On a personal level, my first recordings have been a sustained bout of nostalgia. Ordinarily, I regard nostalgia as a middle-aged disease to which I refuse to succumb, but what I’m recording is the music of my youth. If, as Frank Zappa said, the music that you listen to is aural wallpaper, then the first vinyl I’ve converted is a direct reflection of what I used to be.

The closest these first recordings come to Top 40 are several albums by Alain Stivell, the virtuoso Breton harpist, and some early releases by the folk rock-group Steeleye Span. Otherwise, most of them are by solo singer-songwriters. Most, too, have a more or less leftist political perspective, although it’s sometimes covert. They include, for instance, Pete Morton’s first album, Frivolous Love, a couple of albums by the Australian singer Eric Bogle, early albums from OysterBand when the group was still in the process of converting from a folk dance band to the more activist group it is today, and lots of satire and political commentary from the English songwriter Leon Rosselson.
I see several common threads running through this list. First, most of these artists pay a lot of attention to the words, something I still value in music today. Ditto the political perspective.

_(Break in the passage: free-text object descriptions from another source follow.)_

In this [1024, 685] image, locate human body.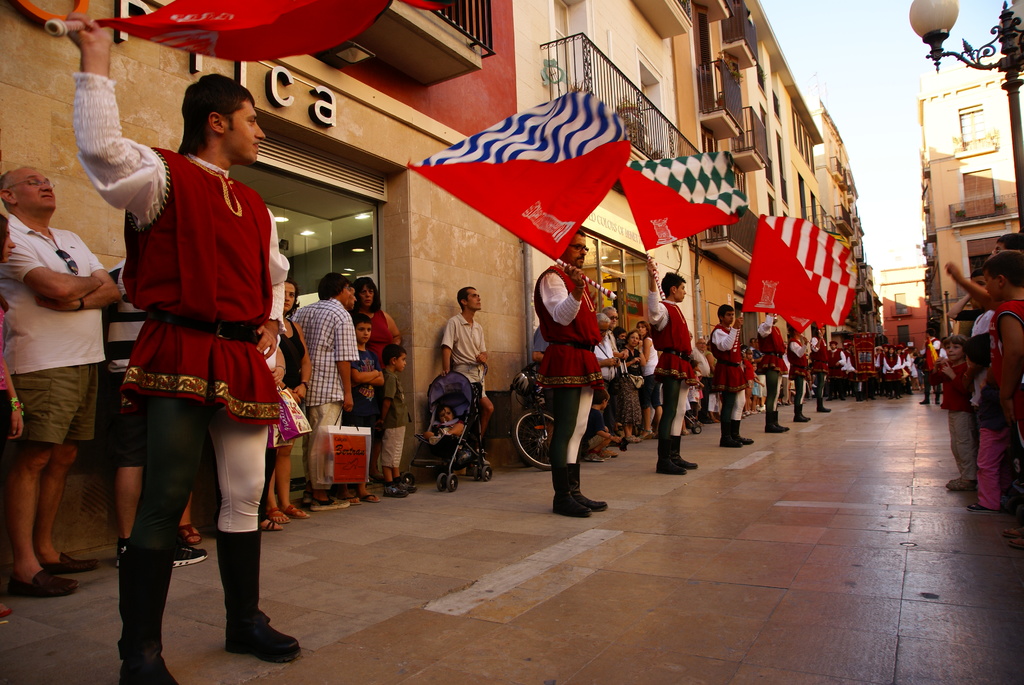
Bounding box: (left=0, top=209, right=124, bottom=594).
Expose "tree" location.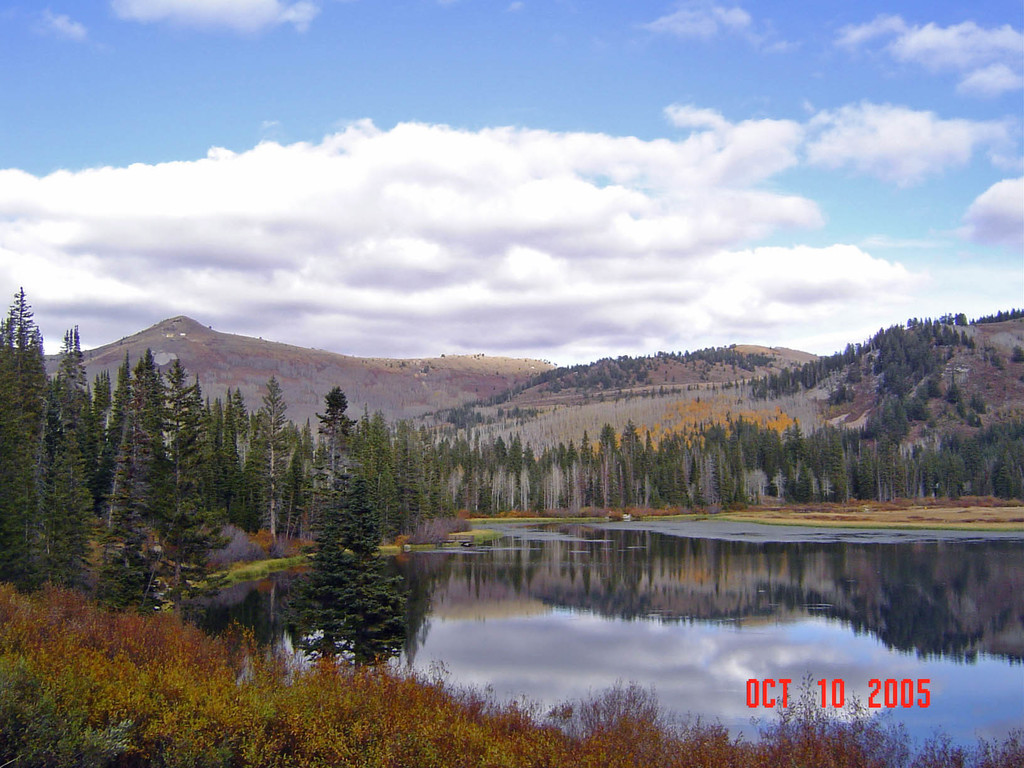
Exposed at (92, 369, 111, 447).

But the strongest influence on me, I think, is that all of these performers insist on never letting their convictions dominate. They aren’t just activists; the music is as important to them as their messages. Just as importantly, they deliver their message with a good deal of humor and wit. Looking back, I think that their example has been as important as any literary influence in determining the sort of writer I would like to be.

So far, I’m enjoying being re-introduced to my young self. I find him naive and short-sighted, but not entirely unlikable. I wonder what I’ll think a few hundred recordings later, when I finish converting all my old music?